A researcher feeds mosquitoes infected with naturally occurring bacteria Wolbachia in a lab in Australia.
A researcher feeds mosquitoes infected with naturally occurring bacteria Wolbachia in a lab in Australia. Steve Morton/Monash University

Dengue trial awaits ministry’s nod

A new and cost-effective form of dengue control that has shown promising results in trials around the world could be applied in Cambodia, according to scientists and the World Health Organization – if it is given approval by the Ministry of Health.

The technology, developed by the non-profit World Mosquito Program based out of Australia’s Monash University, involves infecting Aedes aegypti mosquitoes with naturally occurring bacteria called Wolbachia that inhibit the transmission of viruses like dengue fever and does not affect humans. The mosquitoes would then be released into the wild.

Speaking at a Pasteur Institute seminar in Phnom Penh in late October, Dr Peter Ryan, the WMP’s business development director, said that ongoing trials in Australia, Brazil, Colombia, Indonesia and Vietnam have shown “promising” results, with a near total reduction of dengue transmission in affected areas after two to three years. It was piloted in 2011 in Australia.

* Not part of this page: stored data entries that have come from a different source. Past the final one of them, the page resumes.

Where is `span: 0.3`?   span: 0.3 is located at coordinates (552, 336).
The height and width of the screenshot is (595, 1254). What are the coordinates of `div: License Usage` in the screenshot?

“There’s a range of other sites [where] we’d like to undertake field trials in another year and perhaps near in the future here in Cambodia,” he said.

Trials in Brazil and Colombia have shown that Wolbachia may also interrupt the transmission of viruses like Chikungunya and Zika, which have both been documented in the Kingdom.

In trial areas, residents give consent beforehand and even participate in releasing the mosquitoes. Once enough mosquitoes are present, the microbe will naturally go on to infect the local mosquito population.

“Eventually close to 100 percent of insects in that area have Wolbachia inside them and it will sustain itself in the local area,” he said.

Eliminate Dengue program representatives speak to community members in Vietnam.
Eliminate Dengue program representatives speak to community members in Vietnam. Eliminate Dengue

The cost the WMP aims for is a long-term investment of about $1 per resident. By comparison, dengue control costs in Phnom Penh and Kandal associated with spraying insecticides and larvicides – which provide temporary solutions – run closer to $0.20 per person per year.

According to Pasteur Institute Director Didier Fontenille, there is a pressing need for the Kingdom to explore methods to control carriers of disease beyond using insecticides and larvicides.

He wrote by email that yet-to-be published data from the Pasteur Institute, Malaria Consortium and National Malaria Centre (CNM) showed that Aedes aegypti are resistant to two major insecticides used in Cambodia – a resistance suspected since 2001.

“For me it is a very good initiative due to difficulties to control mosquitoes efficiently with current tools,” he said.

This assessment was shared by Dr Luciano Tuseo, the head of the WHO’s Cambodia dengue programme.

“It’s urgent to implement new forms of vector control for dengue. Wolbachia technology maybe can answer this need,” he said. Despite the technology being relatively new, the WHO’s official recommendation is for “carefully planned pilot deployment” independently monitored and evaluated for both control of dengue and Zika.

Fontenille wrote that if the Ministry of Health and CNM were to implement a Wolbachia study in Cambodia, the Pasteur Institute would be able to lend its expertise as a close partner to the project. A ministry spokesman referred questions to CNM Director Huy Rekol, who could not be reached.

“[The] Ministry of Health have the capacity to pilot [a] Wolbachia pilot project in Cambodia, [but] support by partners will be essential,” Tuseo wrote.